Retiring Mayor Gourley intends to continue public service

Sean C. Morgan

Dec. 31 will mark the official end of Mayor Jim Gourley’s 24-year career as a member of the Sweet Home City Council.

The city will host a farewell reception for Gourley from 4 to 6 p.m. Friday, Dec. 16, in the City Hall Annex, located behind City Hall, 1140 12th Ave., and he led his final regular council meeting Tuesday.

Gourley says he would like to start concentrating on other things after such a long tenure with the council, requiring many hours and days of service each month.

He first won office in 1992.

“We had the timber supply issues,” he said. “We had a job crisis. We had been working on that for awhile and kind of how to keep the community going forward.”

The city was also dealing with funding issues related to 1990’s Measure 5, which capped property tax rates, and then further property tax limits in measures 47 and 50 during the mid-1990s.

Gourley recalled how the council had to deal with budget crunches during that time. He joined the council at a time it was expanding the Wastewater Treatment Plant to address inflow and infiltration issues that overload the plant. The city has continued to deal with that issue since then and is now considering another expansion of the plant.

“I wanted to start being more involved in my community,” Gourley said. “I felt that the best way to do that was to start working with the community to move forward with jobs and protect the jobs we had.”

The council’s still seeking and working on solutions to that problem today today.

“I think we need to concentrate more on how to work regionally on jobs, which is what we’ve started doing with some of these regional councils,” Gourley said. “I think we’re struggling, but we have a plan. We’re moving forward in the right direction.

“We have more people on board than we’ve ever had. We have great opportunities, and I think we can make a strong showing if we continue.”

Gourley said he still has projects he’s interested in seeing through.

“I’ll stay involved in all the activities that we have going and see when I can interject myself in the community,” he said. “I am going to continue to work in the community, whether it’s the School District, city or service groups, or however it goes. There’s a lot of things that need to be done in our community.”

His interest in continuing to serve in the community rests in what is probably his biggest frustration as a councilor: “not being able to fix everything I would like to have fixed, knowing some things take a lot of time to work through. That is frustrating.”

To that end, for the council continuing forward, he urges the council “to not give up, to work on projects – because it does take time.”

As a high school student, he remembers working on Ames Creek restoration projects with his science teacher, he said. Efforts to restore Ames Creek continue to this day.

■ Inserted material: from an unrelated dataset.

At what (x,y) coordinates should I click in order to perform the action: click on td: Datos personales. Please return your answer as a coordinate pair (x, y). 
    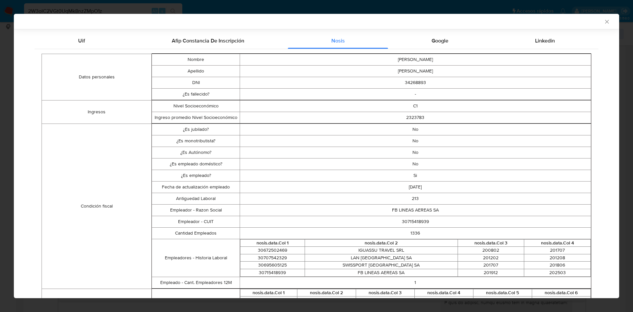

“Sometimes those things take a long time,” Gourley said. “We shouldn’t get frustrated.”

On the flip side, Gourley said, “I think what I enjoyed most was being able to work together with other members to come to solutions.”

Gourley is a millwright at Cascade Pacific Pulp in Halsey, where he has worked since 1988.

He will be succeeded on the council by his wife Lisa Gourley, who won election in November. She will officially begin her term on Jan. 1.

Gourley is a fifth-generation Sweet Home native. Lisa Gourley is sixth-generation, descended from Moses Splawn, who was the first to settle Crawfordsville. They have four adult children – James, Cindy, Laura and Kim – and several grandchildren.

He and his wife are different people with different styles, Jim Gourley said.

“Lisa’s very intelligent. She can do a very good job, and she can bring very different ideas into the council.

“We may have the same goals in mind,” Gourley said. “But she gets there in different ways.”